The ability to recognise emotions is a longstanding goal of AI researchers. Accurate recognition enables things such as detecting tiredness at the wheel, anger which could lead to a crime being committed, or perhaps even signs of sadness/depression at suicide hotspots.

Nuances in how people speak and move their facial muscles to express moods have presented a challenge. Detailed in a paper (PDF) on Arxiv, researchers at the University of Science and Technology of China in Hefei have made some progress.

In the paper, the researchers wrote:

“Automatic emotion recognition (AER) is a challenging task due to the abstract concept and multiple expressions of emotion.

Inspired by this cognitive process in human beings, it’s natural to simultaneously utilize audio and visual information in AER … The whole pipeline can be completed in a neural network.”

Breaking down the process as much as I can, the system is made of two parts: one for visual, and one for audio.

For the video system, frames of faces run through a further two computational layers: a basic face detection algorithm, and three facial recognition networks that are ‘emotion-relevant’ optimised.

As for the audio system, algorithms which process sound are input with speech spectrograms to help the AI model focus on areas most relevant to emotion.

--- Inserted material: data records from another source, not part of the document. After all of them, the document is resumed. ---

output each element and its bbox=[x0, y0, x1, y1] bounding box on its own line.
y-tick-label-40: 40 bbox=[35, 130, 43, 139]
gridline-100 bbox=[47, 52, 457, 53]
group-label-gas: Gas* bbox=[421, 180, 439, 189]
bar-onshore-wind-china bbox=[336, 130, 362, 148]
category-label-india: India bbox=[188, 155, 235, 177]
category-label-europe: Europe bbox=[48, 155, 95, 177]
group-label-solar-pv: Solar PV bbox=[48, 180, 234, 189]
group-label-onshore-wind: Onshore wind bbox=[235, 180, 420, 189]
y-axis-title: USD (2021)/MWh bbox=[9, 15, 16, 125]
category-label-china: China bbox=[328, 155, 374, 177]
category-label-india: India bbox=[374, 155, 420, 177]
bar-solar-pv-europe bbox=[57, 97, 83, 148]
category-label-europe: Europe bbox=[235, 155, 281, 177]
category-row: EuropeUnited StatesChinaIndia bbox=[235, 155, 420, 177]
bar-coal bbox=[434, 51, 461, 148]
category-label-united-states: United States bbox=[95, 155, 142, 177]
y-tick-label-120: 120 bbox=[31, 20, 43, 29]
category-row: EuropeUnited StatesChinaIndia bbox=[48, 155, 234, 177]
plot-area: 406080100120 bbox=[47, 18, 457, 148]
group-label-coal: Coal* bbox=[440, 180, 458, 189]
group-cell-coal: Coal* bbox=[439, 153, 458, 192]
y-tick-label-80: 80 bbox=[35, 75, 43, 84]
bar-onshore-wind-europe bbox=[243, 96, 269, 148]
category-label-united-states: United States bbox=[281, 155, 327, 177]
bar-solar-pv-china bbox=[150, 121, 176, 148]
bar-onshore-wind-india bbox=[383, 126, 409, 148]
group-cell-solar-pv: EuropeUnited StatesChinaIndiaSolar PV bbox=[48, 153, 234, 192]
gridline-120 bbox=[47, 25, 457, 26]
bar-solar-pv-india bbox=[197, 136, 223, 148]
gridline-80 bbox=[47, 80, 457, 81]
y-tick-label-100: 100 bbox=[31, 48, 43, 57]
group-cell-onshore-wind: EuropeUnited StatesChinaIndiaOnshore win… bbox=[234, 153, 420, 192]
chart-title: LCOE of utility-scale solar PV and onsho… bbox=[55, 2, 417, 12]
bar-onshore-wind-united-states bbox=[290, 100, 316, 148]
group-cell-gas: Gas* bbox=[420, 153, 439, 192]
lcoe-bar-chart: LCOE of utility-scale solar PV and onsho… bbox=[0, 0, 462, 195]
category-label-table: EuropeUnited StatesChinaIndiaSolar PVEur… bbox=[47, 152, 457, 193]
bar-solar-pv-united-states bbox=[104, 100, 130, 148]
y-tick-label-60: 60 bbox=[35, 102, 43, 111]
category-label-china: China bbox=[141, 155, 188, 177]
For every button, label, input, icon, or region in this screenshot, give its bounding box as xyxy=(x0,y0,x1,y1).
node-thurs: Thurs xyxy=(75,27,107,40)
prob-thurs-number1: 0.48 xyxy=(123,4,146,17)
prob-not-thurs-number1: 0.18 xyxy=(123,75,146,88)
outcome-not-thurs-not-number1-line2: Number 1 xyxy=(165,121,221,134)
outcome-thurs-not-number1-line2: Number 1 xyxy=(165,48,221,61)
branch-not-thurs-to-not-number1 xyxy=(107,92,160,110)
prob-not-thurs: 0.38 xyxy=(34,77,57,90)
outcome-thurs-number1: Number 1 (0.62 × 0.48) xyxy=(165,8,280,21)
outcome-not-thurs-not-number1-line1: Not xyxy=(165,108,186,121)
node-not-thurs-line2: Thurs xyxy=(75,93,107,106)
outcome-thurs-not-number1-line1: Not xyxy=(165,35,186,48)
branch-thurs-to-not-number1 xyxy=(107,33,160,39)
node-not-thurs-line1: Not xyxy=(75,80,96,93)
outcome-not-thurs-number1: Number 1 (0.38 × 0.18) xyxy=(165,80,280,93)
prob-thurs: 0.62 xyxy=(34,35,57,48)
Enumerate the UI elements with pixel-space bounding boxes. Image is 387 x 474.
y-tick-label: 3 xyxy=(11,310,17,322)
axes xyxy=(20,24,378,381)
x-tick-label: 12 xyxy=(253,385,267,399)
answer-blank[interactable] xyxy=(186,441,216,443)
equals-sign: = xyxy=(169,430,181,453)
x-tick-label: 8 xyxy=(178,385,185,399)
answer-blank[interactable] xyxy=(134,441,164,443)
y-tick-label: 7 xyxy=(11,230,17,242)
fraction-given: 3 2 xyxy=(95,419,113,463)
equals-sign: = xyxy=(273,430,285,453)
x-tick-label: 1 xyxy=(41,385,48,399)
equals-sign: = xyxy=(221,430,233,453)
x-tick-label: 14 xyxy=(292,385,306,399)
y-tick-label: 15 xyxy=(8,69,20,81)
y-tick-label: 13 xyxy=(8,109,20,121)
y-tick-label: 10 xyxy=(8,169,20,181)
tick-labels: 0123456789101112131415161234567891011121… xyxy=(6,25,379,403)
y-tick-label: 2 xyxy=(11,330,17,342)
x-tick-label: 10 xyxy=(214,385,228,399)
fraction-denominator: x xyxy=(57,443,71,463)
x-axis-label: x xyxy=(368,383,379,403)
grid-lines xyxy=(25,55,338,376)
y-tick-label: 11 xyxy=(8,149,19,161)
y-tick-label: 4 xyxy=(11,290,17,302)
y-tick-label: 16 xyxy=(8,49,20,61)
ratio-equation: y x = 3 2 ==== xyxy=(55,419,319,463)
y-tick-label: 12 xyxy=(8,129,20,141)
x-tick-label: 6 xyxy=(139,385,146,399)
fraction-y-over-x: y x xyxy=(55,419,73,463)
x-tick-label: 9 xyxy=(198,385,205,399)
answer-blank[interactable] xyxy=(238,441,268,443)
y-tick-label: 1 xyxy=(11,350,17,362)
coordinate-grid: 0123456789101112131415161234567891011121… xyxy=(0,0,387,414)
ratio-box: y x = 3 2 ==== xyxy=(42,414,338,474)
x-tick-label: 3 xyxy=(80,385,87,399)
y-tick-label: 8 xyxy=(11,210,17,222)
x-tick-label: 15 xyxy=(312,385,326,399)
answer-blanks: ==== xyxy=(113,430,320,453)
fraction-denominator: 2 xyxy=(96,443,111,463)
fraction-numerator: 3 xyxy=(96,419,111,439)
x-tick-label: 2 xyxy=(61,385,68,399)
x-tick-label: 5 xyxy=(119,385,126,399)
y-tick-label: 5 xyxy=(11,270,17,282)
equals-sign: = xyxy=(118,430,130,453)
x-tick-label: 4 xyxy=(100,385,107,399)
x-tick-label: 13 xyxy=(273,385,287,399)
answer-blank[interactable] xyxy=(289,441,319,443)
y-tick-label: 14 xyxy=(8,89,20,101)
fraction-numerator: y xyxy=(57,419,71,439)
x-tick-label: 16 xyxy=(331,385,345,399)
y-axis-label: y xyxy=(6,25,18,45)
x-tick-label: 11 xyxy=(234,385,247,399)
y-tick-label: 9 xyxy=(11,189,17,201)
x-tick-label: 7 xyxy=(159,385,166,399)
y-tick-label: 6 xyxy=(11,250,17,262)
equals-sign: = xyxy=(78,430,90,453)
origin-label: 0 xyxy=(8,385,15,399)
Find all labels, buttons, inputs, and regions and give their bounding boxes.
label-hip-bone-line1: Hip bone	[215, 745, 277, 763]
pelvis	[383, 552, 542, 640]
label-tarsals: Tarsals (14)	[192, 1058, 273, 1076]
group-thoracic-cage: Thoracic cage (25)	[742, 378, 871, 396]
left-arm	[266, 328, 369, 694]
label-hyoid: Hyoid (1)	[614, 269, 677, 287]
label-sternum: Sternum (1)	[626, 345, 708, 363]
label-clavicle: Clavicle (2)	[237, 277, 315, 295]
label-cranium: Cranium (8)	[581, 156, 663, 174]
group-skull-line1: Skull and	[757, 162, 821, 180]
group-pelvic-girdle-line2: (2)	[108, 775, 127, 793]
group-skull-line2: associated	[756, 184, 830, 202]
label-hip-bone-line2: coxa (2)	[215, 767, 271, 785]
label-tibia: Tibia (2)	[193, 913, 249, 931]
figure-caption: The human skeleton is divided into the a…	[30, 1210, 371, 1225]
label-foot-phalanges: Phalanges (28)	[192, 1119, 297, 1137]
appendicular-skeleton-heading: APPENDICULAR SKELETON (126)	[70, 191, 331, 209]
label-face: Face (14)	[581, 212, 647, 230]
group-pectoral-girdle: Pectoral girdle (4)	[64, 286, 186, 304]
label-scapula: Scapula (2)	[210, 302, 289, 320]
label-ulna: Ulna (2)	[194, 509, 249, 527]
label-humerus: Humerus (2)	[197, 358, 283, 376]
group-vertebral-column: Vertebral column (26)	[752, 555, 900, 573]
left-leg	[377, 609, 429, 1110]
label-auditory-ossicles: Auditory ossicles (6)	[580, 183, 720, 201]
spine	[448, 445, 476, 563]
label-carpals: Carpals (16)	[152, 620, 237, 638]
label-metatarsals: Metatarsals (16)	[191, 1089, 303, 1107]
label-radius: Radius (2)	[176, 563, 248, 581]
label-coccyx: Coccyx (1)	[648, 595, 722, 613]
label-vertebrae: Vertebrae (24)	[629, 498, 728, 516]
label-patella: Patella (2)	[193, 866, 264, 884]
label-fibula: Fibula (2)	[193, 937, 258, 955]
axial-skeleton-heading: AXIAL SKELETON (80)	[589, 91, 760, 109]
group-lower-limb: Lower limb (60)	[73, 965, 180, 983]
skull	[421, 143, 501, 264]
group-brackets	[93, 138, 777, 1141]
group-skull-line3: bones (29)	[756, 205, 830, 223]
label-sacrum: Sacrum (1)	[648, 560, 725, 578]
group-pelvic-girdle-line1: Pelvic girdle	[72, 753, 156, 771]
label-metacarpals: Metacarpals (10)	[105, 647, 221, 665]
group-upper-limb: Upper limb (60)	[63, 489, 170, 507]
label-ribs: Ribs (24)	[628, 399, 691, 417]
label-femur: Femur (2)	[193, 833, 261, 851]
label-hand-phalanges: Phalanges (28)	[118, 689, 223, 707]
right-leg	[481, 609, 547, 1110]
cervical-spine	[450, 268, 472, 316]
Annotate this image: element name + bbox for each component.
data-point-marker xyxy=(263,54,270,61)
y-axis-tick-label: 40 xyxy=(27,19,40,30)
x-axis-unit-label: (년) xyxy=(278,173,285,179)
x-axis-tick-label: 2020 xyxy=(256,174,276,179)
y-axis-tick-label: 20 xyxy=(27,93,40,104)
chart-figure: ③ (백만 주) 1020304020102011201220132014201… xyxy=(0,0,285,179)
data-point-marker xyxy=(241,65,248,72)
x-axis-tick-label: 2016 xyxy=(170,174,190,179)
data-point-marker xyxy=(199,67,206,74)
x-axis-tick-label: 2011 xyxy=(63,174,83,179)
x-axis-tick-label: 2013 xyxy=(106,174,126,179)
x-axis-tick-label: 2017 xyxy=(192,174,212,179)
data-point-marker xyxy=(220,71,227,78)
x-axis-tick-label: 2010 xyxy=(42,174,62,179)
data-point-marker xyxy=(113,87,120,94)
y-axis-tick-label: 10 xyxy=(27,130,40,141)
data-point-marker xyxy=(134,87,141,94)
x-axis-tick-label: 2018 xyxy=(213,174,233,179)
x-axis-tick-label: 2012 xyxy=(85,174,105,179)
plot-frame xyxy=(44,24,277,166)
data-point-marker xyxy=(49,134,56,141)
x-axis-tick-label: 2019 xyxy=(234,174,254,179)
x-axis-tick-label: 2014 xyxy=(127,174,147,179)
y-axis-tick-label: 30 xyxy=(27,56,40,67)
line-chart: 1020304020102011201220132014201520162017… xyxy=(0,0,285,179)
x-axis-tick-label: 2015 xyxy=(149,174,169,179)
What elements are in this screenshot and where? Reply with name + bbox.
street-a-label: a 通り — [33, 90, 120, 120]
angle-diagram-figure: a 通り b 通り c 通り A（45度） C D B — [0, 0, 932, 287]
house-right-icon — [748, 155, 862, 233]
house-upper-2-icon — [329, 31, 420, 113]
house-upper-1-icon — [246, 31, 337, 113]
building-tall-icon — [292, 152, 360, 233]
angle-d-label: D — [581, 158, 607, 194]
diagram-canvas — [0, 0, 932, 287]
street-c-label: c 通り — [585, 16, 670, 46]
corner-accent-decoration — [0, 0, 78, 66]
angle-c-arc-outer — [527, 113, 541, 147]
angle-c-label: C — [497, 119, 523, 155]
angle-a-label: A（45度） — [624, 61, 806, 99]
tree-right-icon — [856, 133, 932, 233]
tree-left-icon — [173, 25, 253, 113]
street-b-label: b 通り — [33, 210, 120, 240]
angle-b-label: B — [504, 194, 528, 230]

Things such as measurable characteristics are extracted from the four facial recognition algorithms from the video system and matched with speech from the audio counterpart to capture associations between them for a final emotion prediction.

A database known as AFEW8.0 contains film and television shows that were used for a subchallenge of EmotiW2018. The AI was fed with 653 video and corresponding audio clips from the database.

In the challenge, the researchers AI performed admirably – it correctly determined the emotions ‘angry,’ ‘disgust,’ ‘fear,’ ‘happy,’ ‘neutral,’ ‘sad,’ and ‘surprise’ about 62.48 percent of the time.

Overall, the AI performed better on emotions like ‘angry,’ ‘happy,’ and ‘neutral,’ which have obvious characteristics. Those which are more nuanced – like ‘disgust’ and ‘surprise’ – it struggled more with.